Going
Without Teeth In America
By
James Donahue
The last
time I went to a dentist was a few years ago when I had an infected wisdom tooth that was making me sick. I went to a regular
dentist for a referral to an oral surgeon. The oral surgeon pulled two teeth and soaked me for something like $3,000. The
regular dentist got his share just for looking in my mouth.
I had
a little money in savings then so I could pay the bill. But it was such an extravagant bill I decided that it was going to
be the last dental visit I was going to make in my lifetime. Going to the dentist is for the very wealthy, a social group
that I do not belong to.
There
was a time when I was young that going to the dentist was feared because it always meant pain. The price was never that bad.
I remember not too many years back when getting a cavity drilled and filled cost something like eight dollars.
I was
going to that same dentist when my employer began offering dental insurance. It was the first time in my life I had ever had
such insurance. So when I went to the dentist to have another cavity drilled and filled, I proudly reported that I had dental
insurance. That day my bill was $40 and my co-pay was $20. My personal cost for having a cavity fixed had more than doubled
because I had insurance.
When
we were in Arizona in 1996 I had a serious tooth ache and went to a dentist in Holbrook, at the edge of the Navajo Nation.
That dentist fixed my problem and installed a crown. His bill was $65.
In 2001
after returning to Michigan, I had another tooth ache and went to a dentist to have it fixed. He wouldn’t look in my
mouth until I had my teeth cleaned. The cost of the cleaning was $100. Then the
dentist looked in my mouth and called in a specialist to pull the tooth. I paid another $300. My option was a trip to a nearby
city to a root canal specialist and then getting a crown. The price was going to be over $3,000. I chose to have the tooth
pulled.
Before
going into permanent retirement I worked for a while at a weekly newspaper that offered dental insurance. I used the insurance
and the money from my job to get as much repair done to my teeth as possible. It involved a couple of root canals, crowns
and a bridge.
It wasn’t
a month after I retired that the bridge broke and one of the crowns popped loose. I cemented everything back together with
crazy glue. The crown held but the bridge only lasted a few months. I now go around without any front teeth so I don’t
smile much. And that is hard to do because I have a sense of humor that keeps my funny bone tickled most of the time. Consequently
most everybody I know also knows I don’t have any front teeth.
Going
around without front teeth used to, and may still have an effect on a person’s social standing in a community. But as
more and more people find themselves in the same boat as I am, it is getting quite common to see people, many of them younger
than I, also appearing in public without teeth.
What
people don’t know is that I don’t have many other teeth either. Those left in my head are either broken or dead
from old root canals. Two teeth are broken off so I just have the roots showing. I refuse to pay the high price of having
the other teeth pulled and then buy dentures so I am waiting for Obama’s health care package in hopes that it might
include dental services.
My options
are to go around a toothless old guy who can’t pronounce his words correctly, or go to Canada and get my dental work
done there.
I watch
the battle raging in Congress and the Senate these days over health care and wonder why these people cannot see what is happening
to Americans. They appear blinded by the fact that they have the finest health insurance coverage available anywhere. But
the rest of us are going without. Most of us ration our visits to the family doctor to the bare few necessary to keep our
prescriptions written. We never go to the doctor because we are sick. That would mean tests, X-rays and other services we
can’t afford.
Anyone
who believes the lies being dished out by the AMA and big pharma, opposing the government health care plans, is either well
heeled financially or a total fool. The rest of us know better.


Pull out each line of the data that includes the word "bounding".

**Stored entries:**
^^^^^^^^
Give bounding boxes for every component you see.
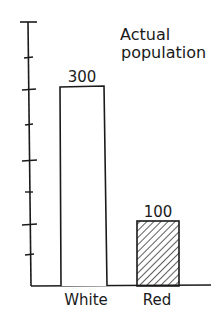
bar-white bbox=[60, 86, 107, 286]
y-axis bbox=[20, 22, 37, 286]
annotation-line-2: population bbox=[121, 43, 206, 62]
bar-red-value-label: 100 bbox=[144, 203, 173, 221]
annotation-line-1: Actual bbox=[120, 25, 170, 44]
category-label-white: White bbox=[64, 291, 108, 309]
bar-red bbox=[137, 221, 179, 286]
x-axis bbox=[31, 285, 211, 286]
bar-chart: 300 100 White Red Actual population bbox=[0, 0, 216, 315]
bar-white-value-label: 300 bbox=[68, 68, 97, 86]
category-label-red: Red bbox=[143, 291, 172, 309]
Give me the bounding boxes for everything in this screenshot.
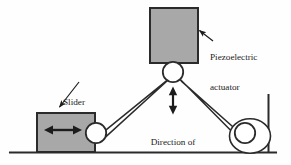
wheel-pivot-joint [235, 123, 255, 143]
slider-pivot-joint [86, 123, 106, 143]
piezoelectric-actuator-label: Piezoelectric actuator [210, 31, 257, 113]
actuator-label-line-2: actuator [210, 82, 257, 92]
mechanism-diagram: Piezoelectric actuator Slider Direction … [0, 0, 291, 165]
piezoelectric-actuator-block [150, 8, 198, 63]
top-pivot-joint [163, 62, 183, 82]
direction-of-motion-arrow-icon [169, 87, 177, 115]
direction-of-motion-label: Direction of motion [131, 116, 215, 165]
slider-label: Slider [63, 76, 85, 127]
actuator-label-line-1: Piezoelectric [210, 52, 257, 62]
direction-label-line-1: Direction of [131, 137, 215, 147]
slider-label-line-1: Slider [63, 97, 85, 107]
^^^^^^^^
**Result below:**
Give bounding boxes for every component you see.
Give me the bounding boxes for everything in this screenshot.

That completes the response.